Boondocks:
~
from the Tagalog bundók & Cebuano bukid:
each meaning mountain, rurality, folded-up
land far from ocean, from Proto-Austronesian
bunduk: higher ground. When American
soldiers menaced the Philippines after
the nation declared independence from Spain,
Filipinos used bundók as cover, descending
on an army used to prairies, to brown faces
protecting sacred ground raging across
open field instead of behind trees raining
fire down the bundóks. Those soldiers
birthed the bastard word “boondocks”
in these mountains, migrating meaning
toward remote country, hinterlands
where the people, in their estimation
(and what is the estimation of a nineteen-
year-old American boy worth?), were less
civilized or civil. I imagined a boondock
being watery wasteland and didn’t expect
it to mean “mountain” in my stepfather’s
first tongue or in Cebuano, Cebu being part
of the archipelago I know well from my time
with church folk who proselytized to the choir,
molding Protestants from Catholics, but also
running clinics, providing materials to teachers,
giving teens community, inviting young trans
women to hang out, delight in sisterly love. I met
my first out trans friend in Cebu at fifteen;
she taught me the Cebuano word
for cockroach as a gag: uk-ok. Bakla
is Cebuano for gay man and transwoman.
bakla bukid beauty bundók
~
Jennifer Laude was a bakla, Filipina beauty
murdered by American marine in a bathroom
stall because his own desire was distasteful
to him. He could not understand the forests
of her bundóks. The murderer was released
after five years of a ten-year sentence. He—
and I don’t bother naming the man from
the boondocks because names are themselves
honorifics—had AC in his cell, was paid a quarter
of a million dollars while he twiddled the thumbs
that held Jennifer’s head in a toilet. The US military
will remain in the Philippines in exchange for vaccines.
~
Babaylan: from the Austronesian balian—
a word for shaman from the pre-colonial
Philippines. A babaylan was almost always
a woman like Jennifer: shamans by nature,
guided by spirits of ancestors who brought
them back to their bodies after traveling
to astral boondocks until colonizers drove
them into the mountains. I wish a medium
beyond words to guide Jennifer back to her
body. I wish an army of bakla babaylan:
beautiful, fearless, thundering down the
bundóks, fire streaming from their painted lips.
Amy M. Alvarez is a Black Latina poet, educator, and scholar. Her work focuses on race, ethnicity, gender, regionality, nationality, and social justice. She has been awarded fellowships from CantoMundo, VONA, Macondo, VCCA, and the Furious Flower Poetry Center. Her poetry has appeared or is forthcoming in Ploughshares, New Ohio Review, River Styx, Colorado Review, Crazyhorse, Alaska Quarterly Review, and elsewhere. Born in New York City to Jamaican and Puerto Rican parents, she now lives in Morgantown, West Virginia, and teaches at West Virginia University.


*Work to complete*. Set out each line from the following listing that includes the word "screenshot".
BEGIN Data in this exercise
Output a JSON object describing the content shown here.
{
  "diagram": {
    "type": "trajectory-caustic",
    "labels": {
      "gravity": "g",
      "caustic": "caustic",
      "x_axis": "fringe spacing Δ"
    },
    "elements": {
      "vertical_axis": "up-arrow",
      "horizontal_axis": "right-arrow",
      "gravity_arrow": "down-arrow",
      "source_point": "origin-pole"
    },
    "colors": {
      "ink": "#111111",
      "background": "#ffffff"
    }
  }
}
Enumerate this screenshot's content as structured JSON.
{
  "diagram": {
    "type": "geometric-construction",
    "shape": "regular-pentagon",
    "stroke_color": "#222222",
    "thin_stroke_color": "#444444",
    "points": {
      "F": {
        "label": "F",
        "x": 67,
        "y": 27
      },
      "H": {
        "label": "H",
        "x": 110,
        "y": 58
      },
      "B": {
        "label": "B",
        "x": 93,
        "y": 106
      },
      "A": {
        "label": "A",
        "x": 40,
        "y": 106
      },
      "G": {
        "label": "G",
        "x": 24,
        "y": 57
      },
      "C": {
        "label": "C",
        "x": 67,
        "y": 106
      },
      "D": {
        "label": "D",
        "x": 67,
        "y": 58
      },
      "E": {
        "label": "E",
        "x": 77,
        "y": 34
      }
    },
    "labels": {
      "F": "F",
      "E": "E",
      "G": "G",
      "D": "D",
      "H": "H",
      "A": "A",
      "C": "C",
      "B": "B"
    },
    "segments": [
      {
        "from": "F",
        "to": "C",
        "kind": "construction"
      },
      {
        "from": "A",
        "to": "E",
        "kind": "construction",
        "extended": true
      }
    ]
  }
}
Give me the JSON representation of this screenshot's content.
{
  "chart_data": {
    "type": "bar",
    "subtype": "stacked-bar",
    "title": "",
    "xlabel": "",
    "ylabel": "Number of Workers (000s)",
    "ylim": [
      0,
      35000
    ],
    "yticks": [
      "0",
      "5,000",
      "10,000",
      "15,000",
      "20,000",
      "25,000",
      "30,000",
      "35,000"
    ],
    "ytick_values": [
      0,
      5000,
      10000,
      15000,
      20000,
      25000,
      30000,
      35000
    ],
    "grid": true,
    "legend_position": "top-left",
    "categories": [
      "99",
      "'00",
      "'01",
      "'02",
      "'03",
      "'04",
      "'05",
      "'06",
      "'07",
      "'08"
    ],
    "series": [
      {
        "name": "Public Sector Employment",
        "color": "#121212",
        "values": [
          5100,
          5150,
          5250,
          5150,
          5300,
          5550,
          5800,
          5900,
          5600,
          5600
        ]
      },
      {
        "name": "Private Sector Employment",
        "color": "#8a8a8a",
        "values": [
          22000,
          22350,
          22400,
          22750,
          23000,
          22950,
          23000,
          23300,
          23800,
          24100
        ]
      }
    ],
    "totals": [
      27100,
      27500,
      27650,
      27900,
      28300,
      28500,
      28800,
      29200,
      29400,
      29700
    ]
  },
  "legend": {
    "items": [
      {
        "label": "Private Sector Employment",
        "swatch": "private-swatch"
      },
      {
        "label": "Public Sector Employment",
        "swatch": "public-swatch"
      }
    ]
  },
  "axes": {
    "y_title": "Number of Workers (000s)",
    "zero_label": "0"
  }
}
END Data in this exercise
BEGIN Data in this exercise
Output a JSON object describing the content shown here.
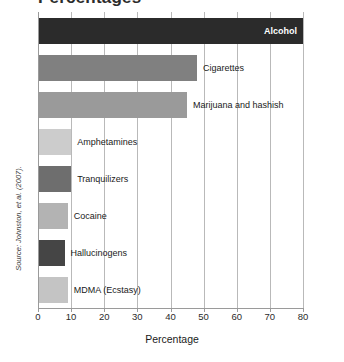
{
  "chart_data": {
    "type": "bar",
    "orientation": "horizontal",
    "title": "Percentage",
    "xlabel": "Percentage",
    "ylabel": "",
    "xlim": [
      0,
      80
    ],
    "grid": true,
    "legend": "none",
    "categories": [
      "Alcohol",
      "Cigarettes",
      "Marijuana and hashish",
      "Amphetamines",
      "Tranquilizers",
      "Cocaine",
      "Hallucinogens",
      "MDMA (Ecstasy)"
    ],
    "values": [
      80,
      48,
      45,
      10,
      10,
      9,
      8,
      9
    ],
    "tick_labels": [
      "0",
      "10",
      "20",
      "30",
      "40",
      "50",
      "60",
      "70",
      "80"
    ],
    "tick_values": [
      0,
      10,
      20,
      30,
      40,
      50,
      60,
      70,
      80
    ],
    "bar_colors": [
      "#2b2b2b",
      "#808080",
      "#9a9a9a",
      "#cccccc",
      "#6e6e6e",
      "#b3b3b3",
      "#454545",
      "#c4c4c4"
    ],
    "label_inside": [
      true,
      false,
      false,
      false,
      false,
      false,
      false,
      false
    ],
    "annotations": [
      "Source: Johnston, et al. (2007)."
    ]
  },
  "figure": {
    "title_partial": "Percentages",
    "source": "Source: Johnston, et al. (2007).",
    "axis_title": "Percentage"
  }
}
END Data in this exercise
*Result for this exercise*.
Enumerate this screenshot's content as structured JSON.
Give me the JSON representation of this screenshot's content.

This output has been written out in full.